No one knows quite what to do with the Western these days. Maybe the genre has just gone out of fashion, maybe it became too riddled with clichés, maybe movie-goers love CGI too much to appreciate a nineteenth-century action flick, but I suspect the core problem is that the classic Western is a fairy tale: the violent, lawless wilderness breached by the noble forces of civilization. Those stark black-and-white morals—conveyed literally with the iconic black and white hats—seem archaic now, not necessarily because of the rigid ethical dichotomy but because this particular metaphor is obsolete. We’re uncomfortable demonizing the American Indian (as we should be), we tend to romanticize the untamed wilderness, and we know too much about how the West was won to celebrate that victory without some reservation.
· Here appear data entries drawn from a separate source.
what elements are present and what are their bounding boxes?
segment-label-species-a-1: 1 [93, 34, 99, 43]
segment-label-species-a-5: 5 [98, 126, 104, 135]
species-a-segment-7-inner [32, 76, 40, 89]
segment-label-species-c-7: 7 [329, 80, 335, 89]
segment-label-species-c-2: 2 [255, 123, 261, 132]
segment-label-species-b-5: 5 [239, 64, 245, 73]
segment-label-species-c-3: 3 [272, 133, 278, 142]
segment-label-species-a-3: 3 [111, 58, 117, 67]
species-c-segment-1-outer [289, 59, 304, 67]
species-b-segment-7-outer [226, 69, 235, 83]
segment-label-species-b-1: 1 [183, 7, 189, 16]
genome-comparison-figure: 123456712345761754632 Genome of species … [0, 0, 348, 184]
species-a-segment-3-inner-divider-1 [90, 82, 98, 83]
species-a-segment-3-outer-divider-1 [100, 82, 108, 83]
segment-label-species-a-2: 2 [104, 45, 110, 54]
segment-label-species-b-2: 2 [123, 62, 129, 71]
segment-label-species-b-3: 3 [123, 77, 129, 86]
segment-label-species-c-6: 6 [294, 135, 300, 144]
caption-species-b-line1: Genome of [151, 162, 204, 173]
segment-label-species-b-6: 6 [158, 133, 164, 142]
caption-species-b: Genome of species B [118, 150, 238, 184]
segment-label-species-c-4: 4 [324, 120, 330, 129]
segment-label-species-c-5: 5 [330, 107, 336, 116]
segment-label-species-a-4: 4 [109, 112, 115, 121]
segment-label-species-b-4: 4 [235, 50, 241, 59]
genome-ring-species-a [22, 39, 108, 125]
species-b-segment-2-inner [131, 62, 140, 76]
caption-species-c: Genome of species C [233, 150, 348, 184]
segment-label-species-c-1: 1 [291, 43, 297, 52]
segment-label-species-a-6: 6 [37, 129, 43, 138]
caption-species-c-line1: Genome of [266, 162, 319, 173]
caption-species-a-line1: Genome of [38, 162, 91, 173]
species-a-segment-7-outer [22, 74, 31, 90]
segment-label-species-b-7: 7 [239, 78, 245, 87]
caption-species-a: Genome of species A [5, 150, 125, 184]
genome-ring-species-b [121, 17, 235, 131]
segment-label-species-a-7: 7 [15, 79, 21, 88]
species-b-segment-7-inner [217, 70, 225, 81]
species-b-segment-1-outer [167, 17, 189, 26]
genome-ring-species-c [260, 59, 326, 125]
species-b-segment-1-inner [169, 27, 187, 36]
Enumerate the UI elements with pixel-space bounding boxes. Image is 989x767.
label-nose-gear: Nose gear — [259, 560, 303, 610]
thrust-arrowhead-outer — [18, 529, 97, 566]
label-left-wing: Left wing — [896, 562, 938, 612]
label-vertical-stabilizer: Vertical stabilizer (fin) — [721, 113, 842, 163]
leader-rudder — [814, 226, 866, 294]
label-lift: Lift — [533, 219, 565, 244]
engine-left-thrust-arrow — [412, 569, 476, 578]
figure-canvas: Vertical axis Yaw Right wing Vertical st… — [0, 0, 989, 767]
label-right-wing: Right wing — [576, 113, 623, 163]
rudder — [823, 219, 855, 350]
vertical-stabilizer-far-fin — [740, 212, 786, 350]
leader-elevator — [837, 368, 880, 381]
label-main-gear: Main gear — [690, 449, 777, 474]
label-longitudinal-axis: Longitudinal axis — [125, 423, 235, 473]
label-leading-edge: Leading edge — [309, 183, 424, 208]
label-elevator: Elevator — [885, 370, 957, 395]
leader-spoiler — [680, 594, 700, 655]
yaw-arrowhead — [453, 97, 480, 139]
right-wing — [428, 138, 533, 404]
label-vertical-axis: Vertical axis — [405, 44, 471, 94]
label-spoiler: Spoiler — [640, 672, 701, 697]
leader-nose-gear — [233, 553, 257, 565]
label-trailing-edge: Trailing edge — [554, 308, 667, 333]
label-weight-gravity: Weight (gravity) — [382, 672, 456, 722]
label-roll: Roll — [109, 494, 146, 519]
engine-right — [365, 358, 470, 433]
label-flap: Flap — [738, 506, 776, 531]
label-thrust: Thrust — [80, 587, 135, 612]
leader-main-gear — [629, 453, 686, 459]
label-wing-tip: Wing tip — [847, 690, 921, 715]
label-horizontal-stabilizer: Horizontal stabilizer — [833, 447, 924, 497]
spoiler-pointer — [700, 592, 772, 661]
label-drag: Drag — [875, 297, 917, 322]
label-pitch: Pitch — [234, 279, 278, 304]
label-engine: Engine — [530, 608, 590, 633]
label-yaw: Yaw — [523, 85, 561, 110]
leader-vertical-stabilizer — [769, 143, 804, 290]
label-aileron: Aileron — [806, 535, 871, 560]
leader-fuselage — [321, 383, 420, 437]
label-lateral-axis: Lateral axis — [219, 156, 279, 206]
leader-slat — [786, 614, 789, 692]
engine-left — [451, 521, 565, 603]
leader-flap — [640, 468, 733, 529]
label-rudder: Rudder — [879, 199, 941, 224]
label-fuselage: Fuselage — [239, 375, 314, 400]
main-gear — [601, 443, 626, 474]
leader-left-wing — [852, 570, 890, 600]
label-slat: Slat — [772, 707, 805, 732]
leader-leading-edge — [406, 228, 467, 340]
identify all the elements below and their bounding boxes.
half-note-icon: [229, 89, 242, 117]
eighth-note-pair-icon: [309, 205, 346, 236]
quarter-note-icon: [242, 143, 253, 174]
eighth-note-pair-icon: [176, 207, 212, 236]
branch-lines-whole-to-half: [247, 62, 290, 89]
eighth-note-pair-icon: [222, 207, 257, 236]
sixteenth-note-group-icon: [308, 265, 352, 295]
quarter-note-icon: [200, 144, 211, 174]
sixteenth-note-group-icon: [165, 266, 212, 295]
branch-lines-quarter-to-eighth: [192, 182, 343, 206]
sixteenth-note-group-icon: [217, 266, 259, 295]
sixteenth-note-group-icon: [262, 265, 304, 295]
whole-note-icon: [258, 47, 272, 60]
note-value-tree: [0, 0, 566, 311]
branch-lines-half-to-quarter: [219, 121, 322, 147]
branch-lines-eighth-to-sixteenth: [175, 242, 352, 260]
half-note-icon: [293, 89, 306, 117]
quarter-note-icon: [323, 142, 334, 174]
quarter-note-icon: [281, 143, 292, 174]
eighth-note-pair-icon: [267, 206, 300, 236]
The romance of the Western can be charming, yes, but it’s a musty charm, even in most contemporary examples of the genre, and 3:10 to Yuma is one of that majority. Despite the fresh acting, smooth direction, and Deadwood-esque profanities, it still feels very much like what it is: a remake of a fifty-year-old movie, a lovingly preserved museum piece.

There Will Be Blood

In theaters.

I have loved Paul Thomas Anderson’s movies for years. I admire the cinematic artistry and the gorgeous thematic arcs and the finely drawn characters, but what I love most is the profoundly empathetic quality of Boogie Nights, Magnolia, and Punch-Drunk Love. Anderson has a remarkable ability to take characters we might otherwise dismiss with a sneer—a dim-witted porn star, a drug-addled but repentant gold digger, a painfully shy man with anger management issues—and create clear-eyed but exquisitely human portraits, quietly insisting that we see shades of ourselves in them. There is nothing cynical or cruel about the stories Anderson tells. The honesty, patience, and tenderness of his films move me each time I see them.

So I don’t know quite what to do with There Will Be Blood, Anderson’s latest. It has all those great aesthetic and artistic qualities: long dramatic tracking shots, brilliant lighting, striking use of music. The arc of the movie, with Daniel Day-Lewis’s intense performance in the central role, is beautifully wrought, not a simple rise-and-fall storyline but something more interesting and muddy. But There Will Be Blood is also much colder than I expect from Anderson, and that saddens me. Without the warmth of his previous films, Blood left me impressed and intrigued but unmoved.

Rock Band

On Xbox 360.

It is a real testament to how insanely fun and addictive Rock Band is that I forgive it the shoddy hardware and shooting pains I get up my right arm when I play the “guitar” for too long. The strum bar on our guitar controller gave out after a couple of weeks, and my cousin’s broke in less than twenty-four hours, but as soon as we received our replacements (and to be fair, we received new, sturdier controllers at no cost within a matter of days), all anger was forgotten: we happily returned to faux rocking and all the carpal tunnel problems that go along with it.

The Diving Bell and the Butterfly

In theaters.

Watching the movie, I felt unsettled, crushed, dismayed, stung, battered—and completely bewildered that it was not a horror flick but an ostensibly life-affirming film that was so brutally wringing me dry. The Diving Bell and the Butterfly is absolutely beautiful to see, an astonishing cinematographic vision of light and color and breathtaking imagery, but that artistry is in service to an emotional bludgeon of a movie.